Building a Compliant Warehouse Housekeeping Program
A defensible warehouse housekeeping program has five documented components:
- Written scope of work. Define every task, every area, every frequency. See the warehouse cleaning schedule guide for a template.
- Daily inspection logs. Not cleaning logs — inspection logs. Someone walks the floor, notes any hazards, and documents correction.
- Spill response procedures. Written protocols for common spills (oil, hydraulic fluid, water, product). Absorbents stocked and accessible.
- Mechanical cleaning records. Auto-scrubber usage logs, frequency, and maintenance records.
- Training documentation. OSHA Hazard Communication training for your janitorial crew, proof of SDS access, PPE records.
When OSHA asks for documentation, these are the five things you hand over. Facilities that can produce all five rarely get cited for 1910.22 — even if minor housekeeping issues are found. Documentation demonstrates good-faith compliance, which dramatically changes the enforcement posture.

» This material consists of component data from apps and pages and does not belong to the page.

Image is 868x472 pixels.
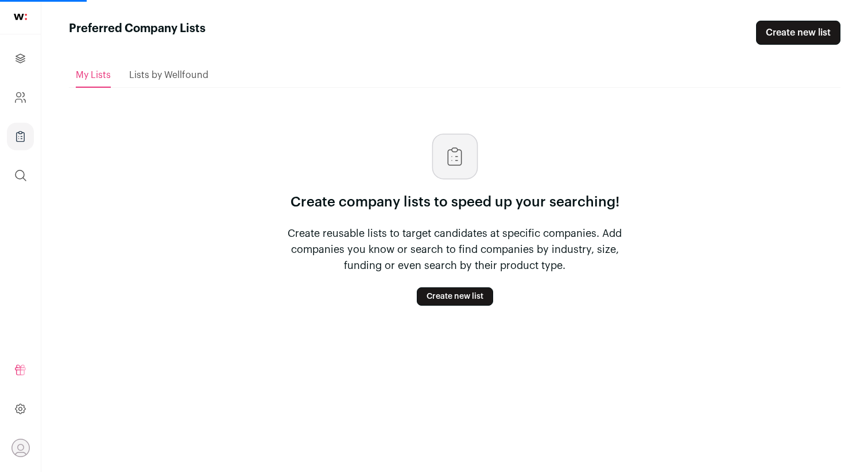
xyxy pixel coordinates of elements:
a: Create new list [756,21,840,44]
a: Create new list [417,288,493,306]
p: Create reusable lists to target candidates at specific companies. Add companies you know or searc... [271,226,638,274]
a: Company Lists [7,123,34,150]
a: Projects [7,44,34,72]
a: Company and ATS Settings [7,83,34,111]
span: My Lists [75,71,110,79]
span: Lists by Wellfound [129,71,208,79]
button: Open dropdown [11,439,30,457]
img: wellfound-shorthand-0d5821cbd27db2630d0214b213865d53afaa358527fdda9d0ea32b1df1b89c2c.svg [13,13,27,20]
h1: Preferred Company Lists [69,21,205,44]
a: Lists by Wellfound [129,64,208,87]
p: Create company lists to speed up your searching! [290,193,620,211]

How Your Janitorial Vendor Fits In
1910.22 doesn't care who does the cleaning — only that it gets done. But outsourcing to a commercial janitorial provider has specific advantages for OSHA compliance:
- You get a vendor who specializes in housekeeping — not a forklift driver asked to clean after hours.
- The vendor provides documented training, SDS management, and PPE for their own staff.
- Daily inspection and cleaning logs are third-party records — stronger from a compliance-evidence perspective.
- Industrial cleaning equipment — auto-scrubbers, HEPA vacuums, high-reach equipment — is already owned by the vendor.
- A vendor can scale during seasonal peaks or add capacity after an incident without you hiring.
Key Takeaways
- 29 CFR 1910.22 requires clean, dry, orderly walking-working surfaces — and applies to nearly every warehouse.
- Citations typically come from visible conditions: blocked aisles, spills, high dust, damaged flooring.
- Compliance is demonstrated by documentation — scope, inspection logs, spill procedures, training records.
- A specialized janitorial vendor produces third-party documentation that strengthens your enforcement posture.
Get an OSHA-compliant warehouse cleaning program.
Bel Cleaning provides documented warehouse janitorial services with inspection logs, SDS management, and trained crews for distribution and manufacturing facilities.